Thursday, June 9, 2016

Fractal Hunting

The human search for pattern


It took a mathematician to tell us why we love the art of Jackson Pollock.

That the subject is under discussion is evidence, we suppose, that not everyone is as enamored as we with the work of the great mid-century action-painter, expressionist. Where we see a hypnotic and original style of painting, others see disordered dribbles and splashes of pigment, more suggestive of a studio mishap than deliberate art. Why, one philistine of our acquaintance even threatened to haul his oft-used, crusty drop cloth out of the basement, forge Pollock’s signature to it, and try his luck selling it to MoMA.

Cretins like that aside, Pollock’s body of work is celebrated world wide by lovers of modern art. And art being art, it almost seems antithetical to examine the reasons why.

But there’s a hidden logic to aesthetic rules or at least guidelines that govern what we find pleasing to the eye or ear, even though we’re often quite unaware of it.

In the case of Pollock, there’s no overt symmetry or pattern we can cling to which would seem to explain the allure. Or is there?

Fractals are a relatively new (or newly recognized) family of geometrical designs, defined as patterns that repeat themselves at any scale. The most familiar ones, such as the Mandelbrot set, are purely imaginary, existing as computer models and born from complicated mathematical formulae.

But then fractal hunters noticed something amazing: Fractals do exist in the real world, and they’re far from rare.

Look at that tree outside. The trunk sprouts limbs, from which sprout branches, then twigs. Zoom in on any of those twigs, and see how it mimics, in its abbreviated way, the propagation of the greater tree.

Or pick up a rock, one no bigger than your fist. Bring it in close and get a good look. Then try to imagine what would distinguish it from a multi-ton boulder sitting a few yards away.

The scales change. The patterns do not.

Which brings us back to Pollock. The man shuffled off his mortal coil back in 1956 so we can’t be sure if he was aware of it, but turns out, he was making fractals too.

Dr. Richard Taylor from the University of Oregon’s Department of Physics was the first to demonstrate this back in 2011. Lacking the ability to mimic Pollock’s technique by hand, he built a paint-spattering rig (he calls it the “Pollockizer”) that fairly accurately reproduces this signature style. And he found that what makes a Pollock a Pollock is the depth of saturation. And the randomness? It’s illusory. Patterns assert themselves. Perhaps most importantly, like fractals, they do so at scale. Slice out one square inch of a Pollock canvas (actually, please, don’t)...enlarge it, and compare it the original. You’ll find they’re twins.

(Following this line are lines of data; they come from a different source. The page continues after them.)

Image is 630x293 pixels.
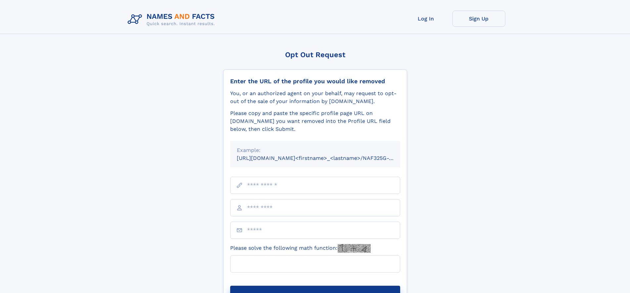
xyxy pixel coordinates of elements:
[237,155,412,161] small: [URL][DOMAIN_NAME]<firstname>_<lastname>/NAF325G-xxxxxxxx
[399,11,452,27] a: Log In
[230,244,370,253] label: Please solve the following math function:
[125,11,220,28] img: Logo Names and Facts
[237,146,393,154] div: Example:
[230,90,400,105] div: You, or an authorized agent on your behalf, may request to opt-out of the sale of your informatio...
[452,11,505,27] a: Sign Up
[230,109,400,133] div: Please copy and paste the specific profile page URL on [DOMAIN_NAME] you want removed into the Pr...
[223,51,407,59] div: Opt Out Request
[230,78,400,85] div: Enter the URL of the profile you would like removed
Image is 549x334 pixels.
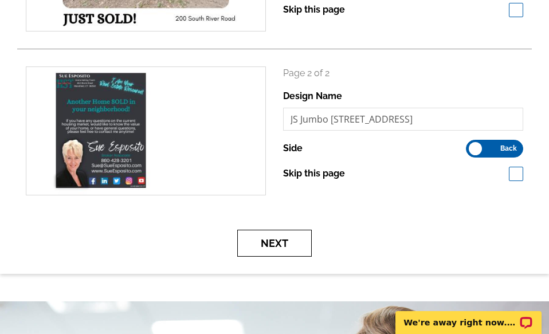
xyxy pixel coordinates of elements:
p: Page 2 of 2 [283,66,523,80]
button: Next [237,230,312,257]
iframe: LiveChat chat widget [388,298,549,334]
label: Side [283,142,303,155]
span: Back [500,146,517,151]
label: Design Name [283,89,342,103]
input: File Name [283,108,523,131]
label: Skip this page [283,3,345,17]
label: Skip this page [283,167,345,180]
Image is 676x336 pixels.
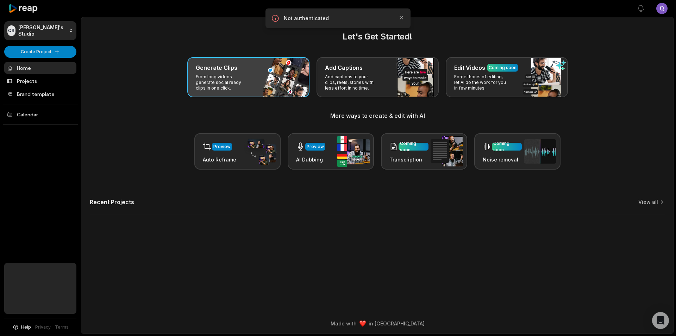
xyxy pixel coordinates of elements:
[325,74,380,91] p: Add captions to your clips, reels, stories with less effort in no time.
[360,320,366,327] img: heart emoji
[307,143,324,150] div: Preview
[652,312,669,329] div: Open Intercom Messenger
[483,156,522,163] h3: Noise removal
[454,63,485,72] h3: Edit Videos
[21,324,31,330] span: Help
[400,140,427,153] div: Coming soon
[90,198,134,205] h2: Recent Projects
[4,109,76,120] a: Calendar
[296,156,326,163] h3: AI Dubbing
[7,25,16,36] div: QS
[12,324,31,330] button: Help
[639,198,658,205] a: View all
[284,15,392,22] p: Not authenticated
[454,74,509,91] p: Forget hours of editing, let AI do the work for you in few minutes.
[337,136,370,167] img: ai_dubbing.png
[390,156,429,163] h3: Transcription
[524,139,557,163] img: noise_removal.png
[196,74,250,91] p: From long videos generate social ready clips in one click.
[196,63,237,72] h3: Generate Clips
[213,143,231,150] div: Preview
[494,140,521,153] div: Coming soon
[90,30,665,43] h2: Let's Get Started!
[4,88,76,100] a: Brand template
[88,320,668,327] div: Made with in [GEOGRAPHIC_DATA]
[325,63,363,72] h3: Add Captions
[489,64,517,71] div: Coming soon
[55,324,69,330] a: Terms
[35,324,51,330] a: Privacy
[203,156,236,163] h3: Auto Reframe
[431,136,463,166] img: transcription.png
[18,24,66,37] p: [PERSON_NAME]'s Studio
[244,138,277,165] img: auto_reframe.png
[4,75,76,87] a: Projects
[4,62,76,74] a: Home
[90,111,665,120] h3: More ways to create & edit with AI
[4,46,76,58] button: Create Project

There is indeed a point here, and it’s as relevant to business and human nature as it is to art. We are pattern-seeking creatures. Unlike most mammalians our olfactory prowess is pretty feeble. Our hearing likewise leaves a lot to be desired. We rely instead on sight. We depend upon our eyes to provide timely input on whether that face down the block is a familiar one, and whether it belongs to a friend or foe. We need to know if a vague shape in the leaves where we’re walking is a stick, or a deadly viper.



This has evolved into an amazingly versatile faculty. We’re not just able to see shapes and faces floating in the clouds, we can find revelation and courses of action hidden in reams of raw data. We can wade through noise, through chaos, and find that no, it’s actually information.

Savants like Jackson Pollock need not understand the theory behind the pattern-making. Neither do we. This is our natural element. And just as easily as he dipped his hands and splashed the paint, we too can dip into the seeming tumult, and make sense of it.

The C4:
1. Chaos Theory (a close cousin of fractal theory) tells us that chaos itself is a rare bird indeed. Nature abhors randomness. Order asserts itself, even when, on the surface, disorder seems to abound.

2. Just knowing this offers an advantage—in the business realm, certainly, but just as certainly in every other realm of human endeavor.

3. Finding signals in the noise takes a bit of a knack, perhaps, but no special training or aptitude. All it really requires is the willingness to try, and the conviction that doing so will be worth it.

4. Jackson Pollock (Jan. 28, 1912 - Aug. 11, 1956) was an American painter and one of the most influential artists of the twentieth century. He may or may not have consciously pioneered the aesthetic use of fractal design. Does it matter? You can lose yourself in his Full Fathom Five without ever needing to know exactly how he created it.